Let's leave to the panellists of Have I Got News for You the cheap gibe that the Daily Telegraph – with a substantial number of fossils and dinosaurs among its readers – was stirring nostalgia rather than publishing bona fide news. Instead, let's consider what a fabulous discovery this is, beyond even Steven Spielberg's wildest dreams.
Professor Peter Doyle, of the University of Greenwich, believes that the fossils found near Peterborough are partly-digested shellfish regurgitated by ichthyosaurs, marine reptiles. How he reached this conclusion is not the business of this column, thank God (not, of course, that the Almighty has any place in palaeontology). But it is certainly interesting to dwell on the significance of his conclusion.
For one thing, it heaps enviable prestige upon Peterborough, which until this week had only its handsome Norman cathedral to boast about. But there aren't too many places in the world able to demonstrate proof that an ichthyosaur once chundered somewhere in the vicinity. Thinking about it, though, it is quite possible that the people of Peterborough would rather not adopt this as a claim to fame, just as the townsfolk of Slough tend not to put it about that John Betjeman once wrote a poem about them.
As for the vomiting side of the equation, I don't know if you've noticed, but throwing-up has been looming large in popular culture.
Billy Connolly was one of the first to draw attention to it, wondering why drunkards being sick call so despairingly for Ralph and Huey. And although vomiting was one of the last human bodily functions to get a regular airing on television, rare is the drama now that does not feature at least one person spewing into a toilet. Certainly, no self-respecting soap lets New Year's Eve go without a character chucking up after too much alcohol; we have even had animated vomit, on The Simpsons.
I mention this because, until now, palaeontology has rubbed shoulders with popular culture only in the BBC series Walking With Dinosaurs – which, as brilliant as it was, tended to drag once you'd marvelled at the special effects for long enough – and in the irritating form of Ross in the sitcom Friends.

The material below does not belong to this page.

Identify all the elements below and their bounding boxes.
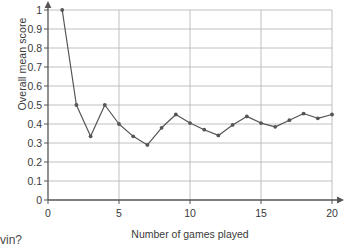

But Professor Doyle's discovery changes everything. I have a six-year-old son who knows the difference between a protoceratops and a diplodocus like he knows the difference between baked beans and strawberry jam.
However, he has been to the Natural History Museum dozens of times and it no longer lights his fire. When I told him about the ichthyosaur pebble-dashing parts of Cambridgeshire with shellfish, however, he was all ears.
He was plainly enthralled by the idea that anything Jurassic might behave in the same way as he did the other night after a tummy bug brought up his spaghetti bolognese. Might behave, better still, like Bart Simpson.
What is needed now is for an enterprising children's telly producer, perhaps the person behind that sickeningly cute dinosaur Barney, to make a show about twin ichthyosaurs called Ralph and Huey.
And the thought also occurs that some graduate student might want to consider a thesis on the enthralling history of vomit. I was once shown round a vomitorium, where middle-class Romans went to bring back their dinners. It was fascinating. But I can't for the life of me remember where it was. For Peterborough's sake, not there, I hope.